- TASK DESCRIPTION
Pull out of the data below the stretch of lines bounded by the one containing "The height and width of the screenshot is (488, 868)." and the one containing "The height and width of the screenshot is (588, 716).", both bounds included, unchanged.

- Stored data

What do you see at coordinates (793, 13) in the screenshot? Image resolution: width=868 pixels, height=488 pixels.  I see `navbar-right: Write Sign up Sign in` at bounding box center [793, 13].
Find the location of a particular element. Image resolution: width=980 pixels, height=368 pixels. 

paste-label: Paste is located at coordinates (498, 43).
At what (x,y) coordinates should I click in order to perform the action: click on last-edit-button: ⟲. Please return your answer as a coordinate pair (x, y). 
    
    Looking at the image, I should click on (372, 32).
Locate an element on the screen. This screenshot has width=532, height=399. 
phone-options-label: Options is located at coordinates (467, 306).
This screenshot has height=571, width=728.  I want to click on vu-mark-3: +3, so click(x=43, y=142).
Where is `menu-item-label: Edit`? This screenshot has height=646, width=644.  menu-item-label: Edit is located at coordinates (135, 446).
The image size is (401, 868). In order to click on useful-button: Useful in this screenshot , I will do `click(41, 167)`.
...
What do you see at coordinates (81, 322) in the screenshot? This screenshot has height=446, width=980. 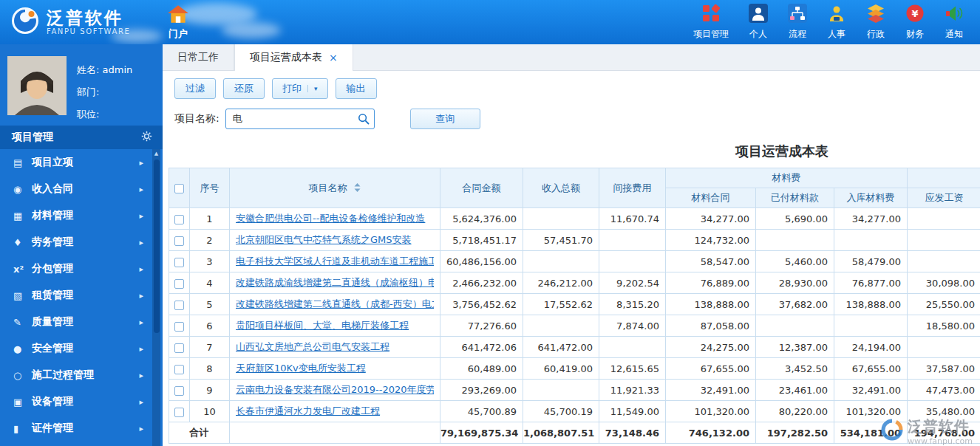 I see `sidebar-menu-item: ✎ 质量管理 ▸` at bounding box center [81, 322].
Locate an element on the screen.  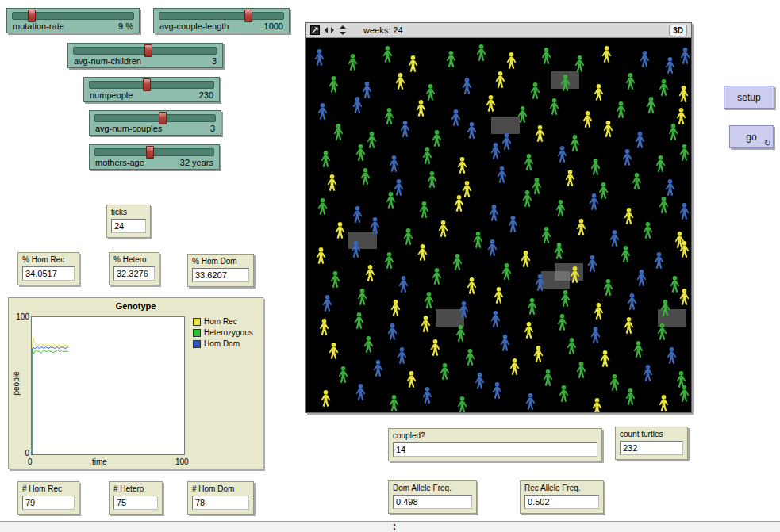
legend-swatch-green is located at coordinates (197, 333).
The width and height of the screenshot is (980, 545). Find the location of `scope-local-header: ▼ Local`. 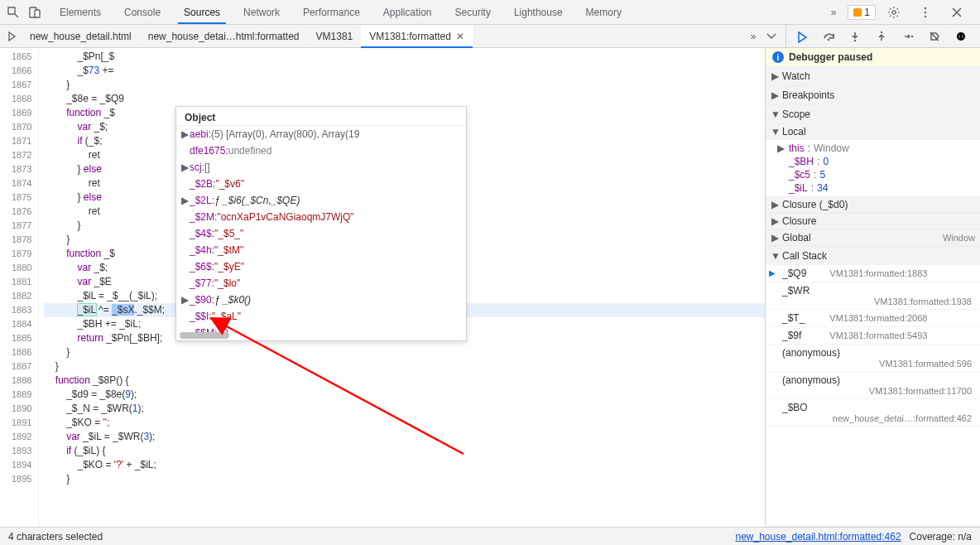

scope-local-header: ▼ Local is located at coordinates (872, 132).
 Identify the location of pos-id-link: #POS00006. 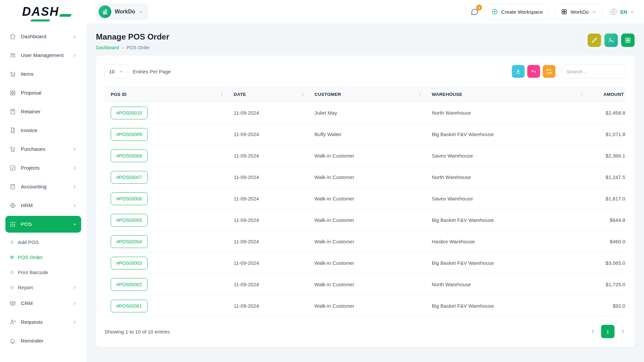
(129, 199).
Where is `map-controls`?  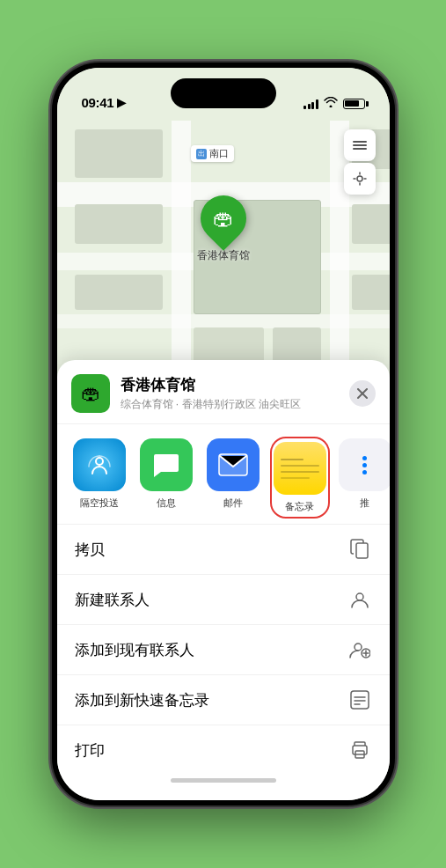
==
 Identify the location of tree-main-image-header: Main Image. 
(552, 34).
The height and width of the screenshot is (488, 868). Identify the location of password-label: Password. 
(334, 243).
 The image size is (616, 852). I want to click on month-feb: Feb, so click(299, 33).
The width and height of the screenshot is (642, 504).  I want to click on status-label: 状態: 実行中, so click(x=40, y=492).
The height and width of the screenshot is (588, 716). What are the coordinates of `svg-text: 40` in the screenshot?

- WORKED SOLUTION
The height and width of the screenshot is (488, 868). Identify the location of password-label: Password. 
(334, 243).
 The image size is (616, 852). I want to click on month-feb: Feb, so click(299, 33).
The width and height of the screenshot is (642, 504).  I want to click on status-label: 状態: 実行中, so click(x=40, y=492).
The height and width of the screenshot is (588, 716). What are the coordinates of `svg-text: 40` in the screenshot?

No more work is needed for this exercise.